Journalist Michael Picard, who has previously recorded instances of police misconduct, was arrested by Connecticut state troopers on September 11, 2015, while he lawfully open carried a firearm and recorded their activities at a DUI checkpoint on his cell phone. However, after they confiscated his phone, the troopers continued to record, while conspiring to contrive a crime for which they could arrest the journalist.

 According to Trooper First Class John Barone, Sergeant John Jacobi, and Trooper Jeff Jalbert, Picard was accused of recklessly displaying his firearm and endangering people. However, the facts show that he was holding a sign and recording, and never touched his gun during the entire incident.

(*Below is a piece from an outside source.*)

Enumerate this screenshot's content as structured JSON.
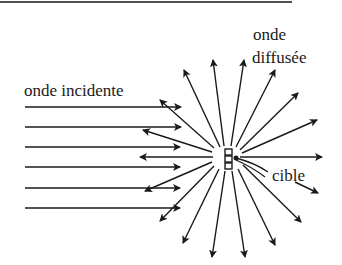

The officers were upset that Picard was recording their activities on public property, which was completely legal, and that they could not intimidate him to stop filming, forcing them to take his property to assert their non-existent authority, and then contrive false charges to cover their misconduct.  

Despite inadvertently recording evidence of their own ill-conceived cover-up, the troopers were cleared by their own department's internal affairs division.. Police union attorney Mark Dumas said, " They were exonerated. The trooper did nothing wrong. They were doing their jobs, and they do an excellent job."

Needless to say, Picard's attorney, Joseph Sastre, who along with the American Civil Liberties Union (ACLU) is suing the officers civilly, was not impressed: "We all should be so lucky to be in charge of investigating ourselves," he said. "The State Police internal affairs report has no bearing on our civil case It's not even based on a complaint by my client.  The state police command initiated the internal 'investigation' themselves after the story broke."

"Months after Michael's arrest," he continued, "that they concluded the investigation by exonerating themselves should surprise nobody.  We never made a citizen's complaint.  Because we never had any faith in them to conduct a legitimate internal affair investigation.  A police department's internal affairs report cannot be use as evidence in a court of law for good reasons.  First and foremost, because they can be initiated and conducted for completely self-serving reasons."

"The evidence clearly shows that these police officers violated Mr. Picard's rights," Sastre noted.  "we are confident that the court will agree, and we hope that it will send a strong message to police and the public alike that enforcing the law means respecting free speech, not trampling on it." Given the compelling evidence clearly proving police misconduct, this should prove a very interesting case.